By
James Doubek |
Wednesday, April 10, 2019
Federal prosecutors on Tuesday said they dismantled one of the largest health care fraud schemes ever investigated by the FBI, charging 24 people in a $1.2 billion alleged scam involving telemedicine and durable medical equipment companies.
As part of the complex operation, doctors got kickbacks for prescribing unneeded back, shoulder, wrist and knee braces to elderly and disabled patients and charging the government's Medicare program, the Department of Justice said.
The accused "concocted an elaborate scheme to exploit the U.S. health care system by targeting Medicare beneficiaries, paying doctors for prescriptions, paying kickbacks and bribes, and in turn selling these prescriptions to DME companies to ensure that they could line their pockets," IRS special agent Matthew Line said, according to Tut Underwood of South Carolina Public Radio.
Prosecutors allege a multilayered scheme to defraud Medicare. Call centers in the Philippines and Latin America advertised to Medicare beneficiaries and "up-sold" them on unnecessary medical braces, they say.
The call centers then paid bribes to telemedicine companies, who in turn paid doctors to write orders for the equipment. Then the call centers sold the orders to the durable medical equipment companies and billed Medicare.
Equipment companies would ship the braces to beneficiaries. They would receive about $500 to $900 per brace from Medicare and paid kickbacks of almost $300 per brace, according to the Associated Press.
Doctors wrote prescriptions for medical equipment without any interaction with patients or after only a brief phone conversation, the DOJ said.
People participating in the alleged scheme laundered money through shell companies and used proceeds to buy "exotic automobiles, yachts and luxury real estate in the United States and abroad."
CEOs, COOs and associates with five telemedicine companies; owners of durable medical equipment companies; and three licensed medical professionals were among the 24 people charged.
Prosecutors charged residents of several states, including Florida, New Jersey, Texas, North Carolina, South Carolina, California and New York.
The government Center for Medicare Services' anti-fraud branch said it took "adverse administrative action" against 130 medical equipment companies that had billed Medicare more than $1.7 billion in claims and were paid more than $900 million.
The IRS chief of criminal investigation, Don Fort, said in a statement that the organized scheme "details broad corruption, massive amounts of greed, and systemic flaws in our healthcare system that were exploited by the defendants."
The FBI, IRS and 17 U.S. attorneys' offices took part in the operation, according to AP.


Task description.
How many lines in these records include the string "left"? Reply with that number alone.

[Start of Attachment]

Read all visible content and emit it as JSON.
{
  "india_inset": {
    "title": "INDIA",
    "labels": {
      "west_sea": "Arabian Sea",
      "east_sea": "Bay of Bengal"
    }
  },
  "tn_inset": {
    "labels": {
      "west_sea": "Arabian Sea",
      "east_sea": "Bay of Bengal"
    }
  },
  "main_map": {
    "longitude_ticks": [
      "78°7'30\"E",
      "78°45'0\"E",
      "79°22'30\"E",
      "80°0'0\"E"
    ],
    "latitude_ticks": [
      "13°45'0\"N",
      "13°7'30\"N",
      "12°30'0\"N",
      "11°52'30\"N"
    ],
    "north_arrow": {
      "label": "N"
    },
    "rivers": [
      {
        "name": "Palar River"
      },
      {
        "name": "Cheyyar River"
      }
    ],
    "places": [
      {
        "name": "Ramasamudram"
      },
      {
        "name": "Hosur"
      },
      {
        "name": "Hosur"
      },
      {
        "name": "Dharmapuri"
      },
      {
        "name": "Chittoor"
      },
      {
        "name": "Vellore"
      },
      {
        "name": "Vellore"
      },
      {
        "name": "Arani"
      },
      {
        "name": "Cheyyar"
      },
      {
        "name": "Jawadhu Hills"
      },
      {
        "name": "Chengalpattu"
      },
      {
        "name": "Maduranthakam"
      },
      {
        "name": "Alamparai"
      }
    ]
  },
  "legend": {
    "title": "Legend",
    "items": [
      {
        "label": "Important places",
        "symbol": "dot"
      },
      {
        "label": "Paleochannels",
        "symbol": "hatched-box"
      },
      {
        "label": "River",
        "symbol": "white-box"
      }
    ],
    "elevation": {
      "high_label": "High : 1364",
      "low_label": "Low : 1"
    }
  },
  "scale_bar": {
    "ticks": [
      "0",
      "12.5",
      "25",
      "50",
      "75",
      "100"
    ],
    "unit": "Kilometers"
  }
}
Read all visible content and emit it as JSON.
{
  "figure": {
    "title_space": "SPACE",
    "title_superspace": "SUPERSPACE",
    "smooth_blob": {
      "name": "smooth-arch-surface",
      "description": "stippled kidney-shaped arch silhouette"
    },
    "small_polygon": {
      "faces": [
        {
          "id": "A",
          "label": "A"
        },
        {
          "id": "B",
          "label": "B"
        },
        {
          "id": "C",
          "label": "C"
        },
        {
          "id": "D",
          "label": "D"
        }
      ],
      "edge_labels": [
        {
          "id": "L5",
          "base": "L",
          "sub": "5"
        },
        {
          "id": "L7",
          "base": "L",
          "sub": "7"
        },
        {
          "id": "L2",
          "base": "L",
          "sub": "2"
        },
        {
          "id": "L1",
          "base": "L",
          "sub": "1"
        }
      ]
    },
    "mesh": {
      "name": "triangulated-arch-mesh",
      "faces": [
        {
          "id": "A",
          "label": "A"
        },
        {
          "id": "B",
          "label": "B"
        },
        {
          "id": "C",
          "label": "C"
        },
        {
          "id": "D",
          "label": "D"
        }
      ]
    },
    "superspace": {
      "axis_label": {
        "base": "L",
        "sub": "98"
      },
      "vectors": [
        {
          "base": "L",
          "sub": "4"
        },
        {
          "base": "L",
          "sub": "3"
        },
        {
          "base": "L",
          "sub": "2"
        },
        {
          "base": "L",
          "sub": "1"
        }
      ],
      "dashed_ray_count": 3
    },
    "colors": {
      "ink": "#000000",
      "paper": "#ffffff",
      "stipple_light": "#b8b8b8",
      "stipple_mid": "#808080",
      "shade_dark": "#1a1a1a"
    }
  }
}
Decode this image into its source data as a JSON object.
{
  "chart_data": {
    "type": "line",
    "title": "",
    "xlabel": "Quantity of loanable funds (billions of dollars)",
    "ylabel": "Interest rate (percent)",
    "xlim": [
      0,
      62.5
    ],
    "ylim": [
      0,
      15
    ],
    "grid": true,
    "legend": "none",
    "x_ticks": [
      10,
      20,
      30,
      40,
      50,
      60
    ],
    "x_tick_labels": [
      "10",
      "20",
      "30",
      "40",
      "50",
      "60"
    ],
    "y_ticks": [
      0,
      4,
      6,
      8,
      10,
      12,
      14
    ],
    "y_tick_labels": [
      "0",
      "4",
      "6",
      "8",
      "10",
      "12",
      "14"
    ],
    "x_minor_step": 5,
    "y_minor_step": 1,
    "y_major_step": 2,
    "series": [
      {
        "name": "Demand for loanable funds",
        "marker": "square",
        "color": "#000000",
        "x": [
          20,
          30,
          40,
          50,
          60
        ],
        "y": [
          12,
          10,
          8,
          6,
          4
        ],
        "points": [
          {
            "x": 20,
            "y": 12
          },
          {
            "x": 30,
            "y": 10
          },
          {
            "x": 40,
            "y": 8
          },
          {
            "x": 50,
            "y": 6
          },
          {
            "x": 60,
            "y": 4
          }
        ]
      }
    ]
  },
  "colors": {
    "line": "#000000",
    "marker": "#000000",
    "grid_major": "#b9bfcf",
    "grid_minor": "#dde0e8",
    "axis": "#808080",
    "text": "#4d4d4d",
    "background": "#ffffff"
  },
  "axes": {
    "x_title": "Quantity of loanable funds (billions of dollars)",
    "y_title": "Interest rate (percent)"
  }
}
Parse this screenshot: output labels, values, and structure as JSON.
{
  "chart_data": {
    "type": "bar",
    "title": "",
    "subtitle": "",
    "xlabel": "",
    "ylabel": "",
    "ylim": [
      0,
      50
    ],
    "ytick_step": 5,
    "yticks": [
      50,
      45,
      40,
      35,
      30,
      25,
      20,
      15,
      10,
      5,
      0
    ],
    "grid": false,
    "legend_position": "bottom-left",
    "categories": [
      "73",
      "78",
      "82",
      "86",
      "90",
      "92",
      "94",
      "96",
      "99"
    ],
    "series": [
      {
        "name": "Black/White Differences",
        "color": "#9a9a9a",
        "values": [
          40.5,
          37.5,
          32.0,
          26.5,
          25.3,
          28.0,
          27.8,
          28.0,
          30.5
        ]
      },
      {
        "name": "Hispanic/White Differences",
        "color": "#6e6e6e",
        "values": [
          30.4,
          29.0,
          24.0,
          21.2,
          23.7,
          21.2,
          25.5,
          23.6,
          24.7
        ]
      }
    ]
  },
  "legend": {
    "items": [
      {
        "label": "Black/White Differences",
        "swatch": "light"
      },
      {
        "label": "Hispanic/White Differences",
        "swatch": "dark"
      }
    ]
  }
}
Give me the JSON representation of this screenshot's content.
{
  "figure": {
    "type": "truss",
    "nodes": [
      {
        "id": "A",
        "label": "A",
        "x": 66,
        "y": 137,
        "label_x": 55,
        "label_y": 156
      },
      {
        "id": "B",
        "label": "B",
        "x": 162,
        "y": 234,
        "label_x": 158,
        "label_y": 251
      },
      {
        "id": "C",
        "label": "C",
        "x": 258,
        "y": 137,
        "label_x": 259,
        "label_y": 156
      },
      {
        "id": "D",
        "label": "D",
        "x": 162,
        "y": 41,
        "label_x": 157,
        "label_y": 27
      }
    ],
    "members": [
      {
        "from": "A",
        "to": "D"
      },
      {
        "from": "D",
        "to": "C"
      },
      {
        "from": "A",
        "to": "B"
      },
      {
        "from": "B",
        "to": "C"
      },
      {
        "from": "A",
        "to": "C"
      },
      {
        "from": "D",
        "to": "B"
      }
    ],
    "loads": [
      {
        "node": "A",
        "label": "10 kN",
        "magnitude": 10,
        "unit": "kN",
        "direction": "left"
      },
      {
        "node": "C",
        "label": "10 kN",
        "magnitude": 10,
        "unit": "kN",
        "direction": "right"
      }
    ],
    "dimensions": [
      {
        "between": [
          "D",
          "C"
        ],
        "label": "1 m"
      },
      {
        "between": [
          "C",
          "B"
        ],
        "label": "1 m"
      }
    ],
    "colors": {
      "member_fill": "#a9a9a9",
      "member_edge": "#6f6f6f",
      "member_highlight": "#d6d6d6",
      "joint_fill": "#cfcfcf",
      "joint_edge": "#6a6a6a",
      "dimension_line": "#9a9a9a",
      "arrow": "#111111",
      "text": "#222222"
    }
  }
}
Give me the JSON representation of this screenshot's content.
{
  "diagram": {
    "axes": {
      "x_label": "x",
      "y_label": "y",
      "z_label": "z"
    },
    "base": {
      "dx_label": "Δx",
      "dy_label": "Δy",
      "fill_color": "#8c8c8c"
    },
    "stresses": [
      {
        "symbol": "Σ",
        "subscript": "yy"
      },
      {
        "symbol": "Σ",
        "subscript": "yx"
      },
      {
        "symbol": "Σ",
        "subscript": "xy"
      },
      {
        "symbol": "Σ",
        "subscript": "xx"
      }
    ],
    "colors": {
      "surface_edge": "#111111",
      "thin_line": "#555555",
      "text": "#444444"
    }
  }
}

[End of Attachment]
[Start of Attachment]

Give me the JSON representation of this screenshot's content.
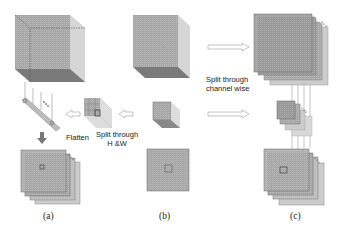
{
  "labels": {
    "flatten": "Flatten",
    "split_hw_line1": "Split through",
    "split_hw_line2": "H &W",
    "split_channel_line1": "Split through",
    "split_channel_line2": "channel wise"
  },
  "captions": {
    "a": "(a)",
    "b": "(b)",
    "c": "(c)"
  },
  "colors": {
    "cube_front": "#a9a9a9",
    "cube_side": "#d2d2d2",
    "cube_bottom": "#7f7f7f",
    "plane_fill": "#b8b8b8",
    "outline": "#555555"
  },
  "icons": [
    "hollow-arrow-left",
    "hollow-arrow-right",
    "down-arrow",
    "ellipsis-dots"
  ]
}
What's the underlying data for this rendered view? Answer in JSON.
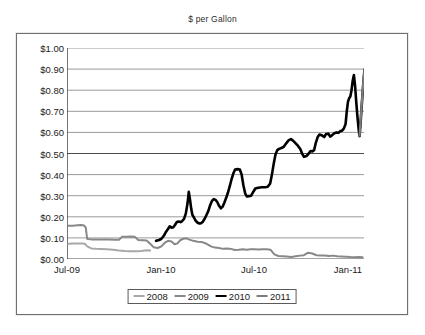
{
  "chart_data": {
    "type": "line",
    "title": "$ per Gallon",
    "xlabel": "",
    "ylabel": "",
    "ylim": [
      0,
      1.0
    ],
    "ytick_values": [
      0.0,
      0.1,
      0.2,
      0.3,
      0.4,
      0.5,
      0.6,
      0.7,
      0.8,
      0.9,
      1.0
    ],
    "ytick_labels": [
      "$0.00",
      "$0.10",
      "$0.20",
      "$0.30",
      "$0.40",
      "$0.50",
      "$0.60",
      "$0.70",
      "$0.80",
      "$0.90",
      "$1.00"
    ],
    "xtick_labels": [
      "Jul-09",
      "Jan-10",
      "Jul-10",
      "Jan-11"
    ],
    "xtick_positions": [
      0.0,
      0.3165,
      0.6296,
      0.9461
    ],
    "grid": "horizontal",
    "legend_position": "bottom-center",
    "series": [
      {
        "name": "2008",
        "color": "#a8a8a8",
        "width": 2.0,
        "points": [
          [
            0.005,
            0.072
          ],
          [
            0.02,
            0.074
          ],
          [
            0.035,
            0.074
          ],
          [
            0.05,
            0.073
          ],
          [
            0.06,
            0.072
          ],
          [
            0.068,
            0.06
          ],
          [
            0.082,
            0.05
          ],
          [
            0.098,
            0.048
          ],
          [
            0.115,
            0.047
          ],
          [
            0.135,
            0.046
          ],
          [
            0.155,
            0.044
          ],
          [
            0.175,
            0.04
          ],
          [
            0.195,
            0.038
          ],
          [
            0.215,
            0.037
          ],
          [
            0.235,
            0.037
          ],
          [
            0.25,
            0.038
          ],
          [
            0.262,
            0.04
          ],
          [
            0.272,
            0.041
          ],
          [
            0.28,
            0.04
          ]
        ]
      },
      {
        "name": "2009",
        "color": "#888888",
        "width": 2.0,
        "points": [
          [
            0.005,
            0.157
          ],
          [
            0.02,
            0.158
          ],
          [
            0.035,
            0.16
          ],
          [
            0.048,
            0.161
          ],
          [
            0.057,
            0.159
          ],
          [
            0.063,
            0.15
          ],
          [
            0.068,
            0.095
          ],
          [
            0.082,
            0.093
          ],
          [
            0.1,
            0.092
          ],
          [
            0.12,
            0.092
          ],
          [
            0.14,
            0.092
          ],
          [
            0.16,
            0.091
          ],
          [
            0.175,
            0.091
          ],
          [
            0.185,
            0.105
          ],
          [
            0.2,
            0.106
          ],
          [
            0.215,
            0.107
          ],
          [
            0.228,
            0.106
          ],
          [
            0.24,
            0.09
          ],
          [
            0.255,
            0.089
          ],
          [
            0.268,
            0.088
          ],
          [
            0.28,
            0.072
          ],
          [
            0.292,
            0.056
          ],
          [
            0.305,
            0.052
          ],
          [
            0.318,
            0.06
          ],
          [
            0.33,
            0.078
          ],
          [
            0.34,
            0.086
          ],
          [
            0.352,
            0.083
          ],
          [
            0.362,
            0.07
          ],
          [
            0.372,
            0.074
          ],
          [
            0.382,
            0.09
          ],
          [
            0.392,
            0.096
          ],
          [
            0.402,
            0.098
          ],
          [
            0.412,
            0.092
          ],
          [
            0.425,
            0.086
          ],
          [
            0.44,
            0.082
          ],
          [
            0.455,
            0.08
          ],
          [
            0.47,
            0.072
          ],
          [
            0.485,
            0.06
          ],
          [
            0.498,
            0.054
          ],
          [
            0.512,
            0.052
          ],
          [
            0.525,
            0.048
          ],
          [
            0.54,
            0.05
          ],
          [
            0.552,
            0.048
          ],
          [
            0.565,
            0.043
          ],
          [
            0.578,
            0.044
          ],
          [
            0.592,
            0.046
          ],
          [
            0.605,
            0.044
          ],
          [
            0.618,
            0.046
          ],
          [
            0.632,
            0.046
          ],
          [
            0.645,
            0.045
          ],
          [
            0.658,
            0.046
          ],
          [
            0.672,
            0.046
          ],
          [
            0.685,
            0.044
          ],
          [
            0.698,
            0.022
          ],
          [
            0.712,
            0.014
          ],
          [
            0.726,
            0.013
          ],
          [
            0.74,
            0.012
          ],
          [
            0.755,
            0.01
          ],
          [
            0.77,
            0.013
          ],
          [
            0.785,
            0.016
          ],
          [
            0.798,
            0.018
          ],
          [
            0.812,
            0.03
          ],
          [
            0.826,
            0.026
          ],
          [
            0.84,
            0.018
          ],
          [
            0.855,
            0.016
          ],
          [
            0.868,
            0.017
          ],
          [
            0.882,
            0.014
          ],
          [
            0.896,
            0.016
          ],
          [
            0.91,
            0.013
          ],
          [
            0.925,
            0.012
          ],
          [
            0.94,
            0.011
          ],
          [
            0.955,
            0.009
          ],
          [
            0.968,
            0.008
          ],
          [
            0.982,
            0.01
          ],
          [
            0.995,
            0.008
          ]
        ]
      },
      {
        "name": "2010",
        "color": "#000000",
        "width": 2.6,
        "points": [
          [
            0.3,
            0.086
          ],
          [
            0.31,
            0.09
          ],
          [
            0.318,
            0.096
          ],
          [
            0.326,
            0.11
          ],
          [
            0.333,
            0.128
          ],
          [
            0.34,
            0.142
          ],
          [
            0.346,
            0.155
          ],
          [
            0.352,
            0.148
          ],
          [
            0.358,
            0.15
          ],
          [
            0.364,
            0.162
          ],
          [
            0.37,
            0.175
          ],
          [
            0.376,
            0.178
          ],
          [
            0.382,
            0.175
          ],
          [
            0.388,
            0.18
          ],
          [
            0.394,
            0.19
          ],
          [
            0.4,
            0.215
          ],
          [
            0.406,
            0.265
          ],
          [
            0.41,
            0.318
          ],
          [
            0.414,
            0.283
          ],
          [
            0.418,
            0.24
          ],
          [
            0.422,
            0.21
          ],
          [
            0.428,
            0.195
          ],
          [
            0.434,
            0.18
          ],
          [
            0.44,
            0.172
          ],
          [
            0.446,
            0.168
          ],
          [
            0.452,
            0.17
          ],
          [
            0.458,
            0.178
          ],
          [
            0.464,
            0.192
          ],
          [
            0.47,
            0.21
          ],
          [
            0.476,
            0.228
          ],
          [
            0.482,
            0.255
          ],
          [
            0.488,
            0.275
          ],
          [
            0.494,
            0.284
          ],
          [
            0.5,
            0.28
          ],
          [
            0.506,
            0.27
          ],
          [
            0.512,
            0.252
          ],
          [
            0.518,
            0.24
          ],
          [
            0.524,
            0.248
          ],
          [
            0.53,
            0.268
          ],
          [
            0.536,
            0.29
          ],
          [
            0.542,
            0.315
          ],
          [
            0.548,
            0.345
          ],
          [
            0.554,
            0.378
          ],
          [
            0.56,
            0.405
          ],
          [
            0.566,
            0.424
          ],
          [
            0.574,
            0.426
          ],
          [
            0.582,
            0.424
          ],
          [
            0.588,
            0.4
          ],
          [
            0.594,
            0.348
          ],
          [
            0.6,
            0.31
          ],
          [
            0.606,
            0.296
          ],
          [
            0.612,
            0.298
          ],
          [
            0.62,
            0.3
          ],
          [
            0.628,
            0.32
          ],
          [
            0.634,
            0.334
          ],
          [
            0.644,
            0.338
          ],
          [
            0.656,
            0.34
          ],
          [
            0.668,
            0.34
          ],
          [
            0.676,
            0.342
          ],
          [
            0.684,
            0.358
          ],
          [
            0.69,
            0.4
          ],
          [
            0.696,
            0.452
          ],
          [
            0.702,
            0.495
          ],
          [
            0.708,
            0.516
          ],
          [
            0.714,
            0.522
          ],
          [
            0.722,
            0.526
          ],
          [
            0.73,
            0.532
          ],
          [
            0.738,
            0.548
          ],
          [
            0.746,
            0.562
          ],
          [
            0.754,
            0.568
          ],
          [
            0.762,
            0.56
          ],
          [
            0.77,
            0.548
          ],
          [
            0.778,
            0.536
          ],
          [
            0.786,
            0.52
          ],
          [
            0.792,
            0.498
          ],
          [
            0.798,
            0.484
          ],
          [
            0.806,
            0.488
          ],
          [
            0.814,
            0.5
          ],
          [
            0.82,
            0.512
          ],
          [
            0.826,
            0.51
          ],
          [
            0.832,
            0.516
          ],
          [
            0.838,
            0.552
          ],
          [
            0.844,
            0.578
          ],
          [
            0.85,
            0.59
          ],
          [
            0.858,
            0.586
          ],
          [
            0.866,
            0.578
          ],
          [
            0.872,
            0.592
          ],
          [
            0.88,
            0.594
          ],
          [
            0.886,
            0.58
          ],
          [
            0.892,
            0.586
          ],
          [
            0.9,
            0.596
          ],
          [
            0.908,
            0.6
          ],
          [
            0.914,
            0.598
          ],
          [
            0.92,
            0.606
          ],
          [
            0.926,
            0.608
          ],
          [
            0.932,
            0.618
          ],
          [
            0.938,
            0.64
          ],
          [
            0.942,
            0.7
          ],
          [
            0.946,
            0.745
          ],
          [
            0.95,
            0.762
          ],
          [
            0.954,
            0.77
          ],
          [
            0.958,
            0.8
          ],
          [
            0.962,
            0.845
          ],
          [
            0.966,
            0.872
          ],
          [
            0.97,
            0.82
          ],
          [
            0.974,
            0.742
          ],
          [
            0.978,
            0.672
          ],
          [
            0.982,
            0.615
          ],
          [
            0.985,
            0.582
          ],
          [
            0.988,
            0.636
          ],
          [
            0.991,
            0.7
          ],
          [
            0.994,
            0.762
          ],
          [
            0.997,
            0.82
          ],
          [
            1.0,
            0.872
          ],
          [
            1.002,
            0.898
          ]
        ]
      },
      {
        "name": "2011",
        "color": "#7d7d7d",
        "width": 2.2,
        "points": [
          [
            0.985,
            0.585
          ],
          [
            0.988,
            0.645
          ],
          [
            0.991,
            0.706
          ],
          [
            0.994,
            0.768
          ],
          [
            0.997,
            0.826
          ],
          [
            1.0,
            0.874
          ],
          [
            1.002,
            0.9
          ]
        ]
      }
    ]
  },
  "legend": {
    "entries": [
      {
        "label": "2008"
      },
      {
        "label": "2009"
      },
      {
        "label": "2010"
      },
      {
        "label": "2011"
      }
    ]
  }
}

[End of Attachment]

Exercise result.
3